Speaker
Description
Dark matter is hypothesized to make up 85\% of the matter of the Universe, yet, despite much cosmological evidence for its existence, its fundamental nature remains unknown, making it one of the most pressing open questions in modern physics. SNOLAB, 2000 metres underground in a nickel mine near Sudbury, Ontario, hosts the PICO-40L detector, which uses bubble chamber technology for spin-dependent direct detection of Weakly Interacting Massive Particles (WIMPs). The chamber consists of a quartz jar, filled with superheated C$_{3}$F$_{8}$, and is surrounded by four cameras. Particles passing through the C$_{3}$F$_{8}$ with energy above the set thermodynamic threshold produce one or more bubbles. The cameras see these bubbles and save a sequence of images of the bubble forming. A limitation of the detector is the cameras' blind spots in the lower region of the detector. Events in this region are not well understood because they cannot be seen clearly in the images, making position reconstruction difficult.
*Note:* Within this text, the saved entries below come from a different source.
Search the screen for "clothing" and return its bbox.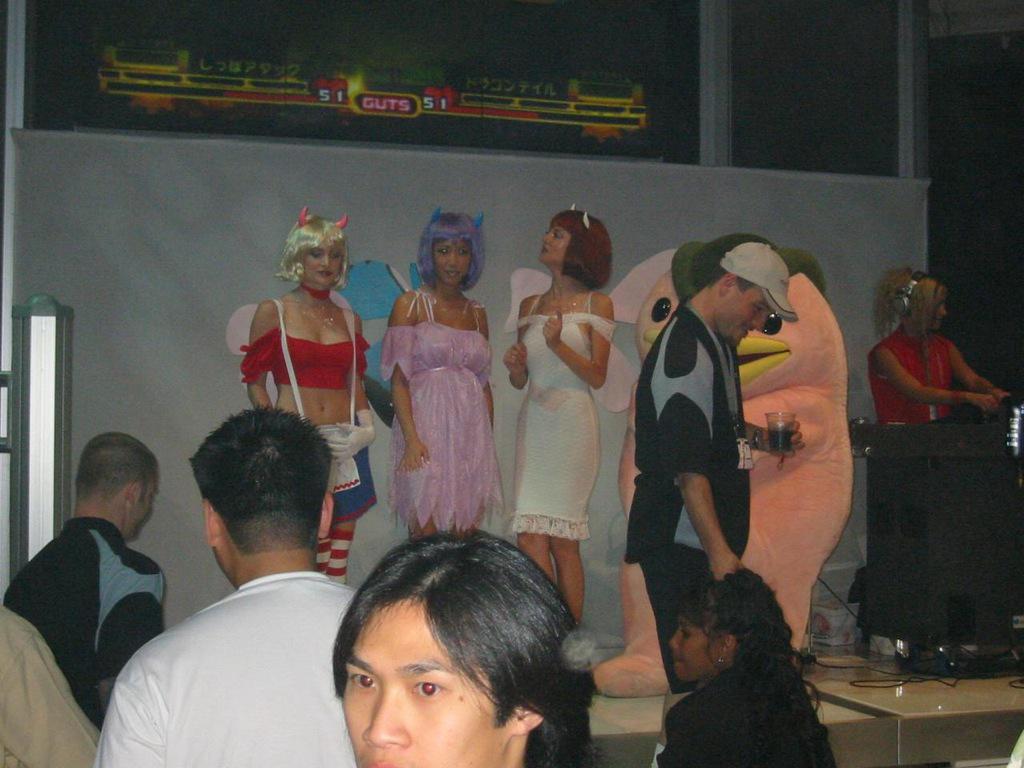
Found: <box>654,657,836,767</box>.
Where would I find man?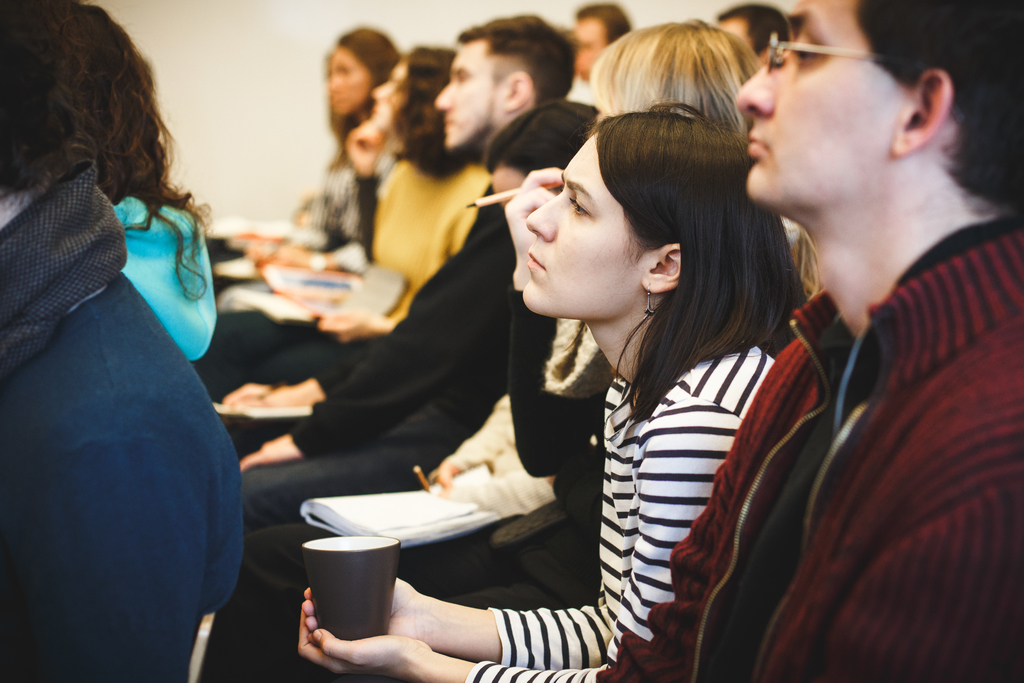
At left=0, top=146, right=259, bottom=670.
Understanding these events and backgrounds is pivotal, as PICO-40L serves as an engineering run for the next-generation PICO-500 detector, which is under assembly at the moment, and is expected to be operational in 2026. This talk will overview PICO before delving into the work I have conducted to better understand backgrounds in preparation for PICO-500. This work includes a piece of software that optically identifies plume-like features from the camera blind spots, and will give a summary of additional analyses I have performed aimed at improving our understanding of the backgrounds of PICO-40L.